Closed-period refurbishment — many London pubs and restaurants schedule major repainting during their quietest period (typically January) or during a planned closure for other refurbishment work. Coordinating the painting with kitchen equipment installation, floor refinishing, or electrical upgrades makes efficient use of the downtime.

Surface Preparation in Commercial Environments

Preparation in a commercial kitchen or dining area involves challenges not encountered in residential work:

  • Grease removal — commercial kitchen walls accumulate a thick film of airborne grease that standard preparation methods will not remove. Hot water with a commercial degreaser, applied with pressure-washing equipment in severe cases, is necessary.
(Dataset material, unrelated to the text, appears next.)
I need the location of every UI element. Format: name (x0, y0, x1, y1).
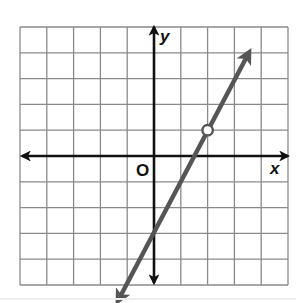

Painting over grease guarantees adhesion failure.
  • Steam damage — areas above dishwashers, steam ovens, and stock pots frequently show blistering, peeling, and mould. All failed coating must be removed back to a sound surface before recoating.
  • Impact damage — trolleys, kegs, delivery crates, and furniture legs cause constant low-level damage to walls at skirting and dado height. These areas benefit from a toughened coating or the installation of physical protection (stainless steel kick plates, corner guards) before painting.
  • Mould treatment — persistent mould in kitchens and cellars must be treated with a fungicidal wash and allowed to dry before painting. Mould-resistant coatings slow regrowth but do not eliminate the underlying cause, which is usually inadequate ventilation or extraction.

Front-of-House: Setting the Atmosphere

The dining area and bar of a London pub or restaurant are, in effect, the brand made physical. The colour scheme, the finish quality, and the condition of the paintwork all contribute to the atmosphere and the customer's perception of the venue.

Current trends in London hospitality decorating include:

  • Deep, saturated colours — rich greens, navy blues, burgundies, and charcoal greys that create warmth and intimacy, particularly in pubs and brasseries
  • Heritage palettes — drawn from Farrow & Ball, Little Greene, or Edward Bulmer, giving a sense of history and permanence
  • High contrast — dark walls with lighter ceilings and bright trim, creating visual drama
  • Feature walls — a single wall in a bold or textured finish, used as a backdrop for the bar or a focal point in the dining room

The finish level matters: a satin or eggshell is practical for walls that will be cleaned regularly, while a matt finish creates a softer, more atmospheric effect but is harder to maintain. Many London venues compromise with a modern matt emulsion that is technically wipeable, accepting that it will need refreshing more frequently.

Planning the Project

A successful commercial painting project in London starts with planning:

  • Agree the specification — product, colour, finish — before work begins
  • Coordinate with environmental health if the work affects food preparation areas
  • Confirm the schedule with the venue operator, allowing for contingency
  • Brief the painting team on the venue's specific requirements — alarm codes, access arrangements, areas that must be protected, equipment that cannot be moved
  • Allow for ventilation and curing — low-odour products are essential in venues that reopen within hours of painting

A well-planned repaint transforms a London pub or restaurant, refreshing the atmosphere and demonstrating to customers and inspectors alike that the operator takes pride in their premises.

Ready to Get Started?

Whether you need advice on colours, preparation, or a full property repaint, our team is ready to help.